Fort Worth ISD revamp starts at top, goes to core
In more than a year of searching for a new superintendent, Fort Worth ISD trustees looked exhaustively for an agent of change, someone who could come in and improve every aspect of district operations, particularly at 21 chronically low-performing schools.
On Tuesday, it began to look like they found that change agent when they hired Kent Scribner. At least he knows how to lay out an extensive and thoughtful plan for needed improvements.
Scribner officially started as FWISD superintendent on Oct. 15. He dove into learning about the district’s structure and peculiarities, and he gave trustees what he calls “Phase 1” of his change plan on Tuesday.
It starts with trimming jobs from the top. Scribner will cut his top-level staff from 20 administrators to 10.
Armchair school reformers typically suggest that move as a way to return money to taxpayers. Scribner wants to plow the $1.3 million in savings into additional resources at those 21 schools rated “improvement required” under the state accountability system.
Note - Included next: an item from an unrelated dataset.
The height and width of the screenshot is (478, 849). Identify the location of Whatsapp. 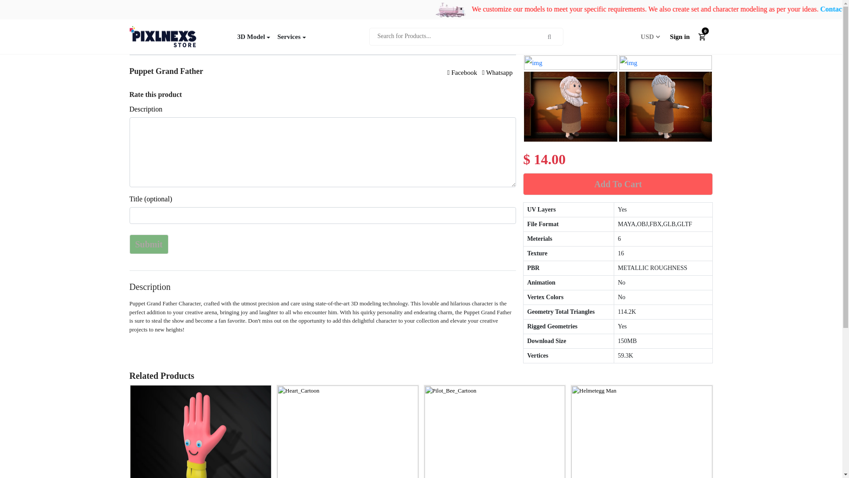
(497, 72).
More about how he’d spend it should come out this spring when the district puts together its new budget.
The upper-echelon cuts come because Scribner doesn’t want so many administrators between him and the schools. But another part of his plan also is telling.
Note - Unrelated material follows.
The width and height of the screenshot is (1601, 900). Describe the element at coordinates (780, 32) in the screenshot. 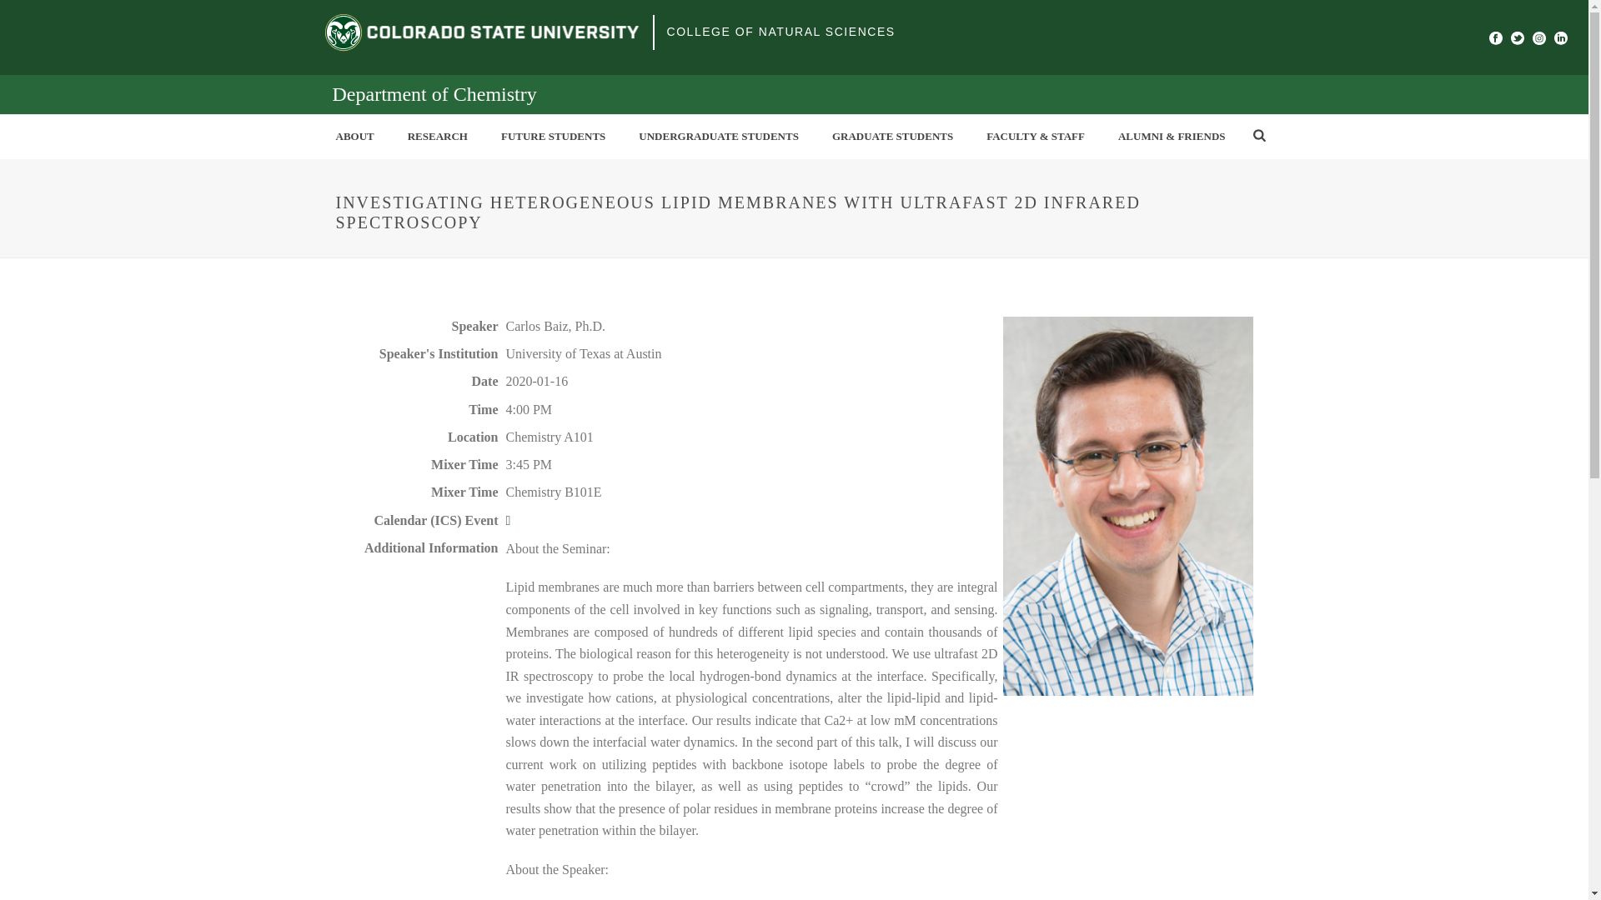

He points to the 70 teacher support professionals housed at the central administration building. They fan out daily to schools across the district and help teachers and administrators solve problems.
Scribner wants to station them all permanently in schools with the greatest need — those 21 “improvement required” campuses.
There’s more to his personnel and program shakeup, but that’s enough to show the new superintendent has firm ideas about the organizational structure he wants.
What may cause more of a stir is the educational philosophy those changes reveal.
The school board has nine trustees, each elected from an individual geographic area. It’s natural that each tends to push for things that are important to people in the area they represent. But that’s not Scribner’s vision.
“I want us to build one Fort Worth ISD,” he says. He wants to see the board “move away from adult conflicts” and focus on student achievement all across the district.
Now it’s time to see whether the trustees are willing to stand behind the change agent they hired.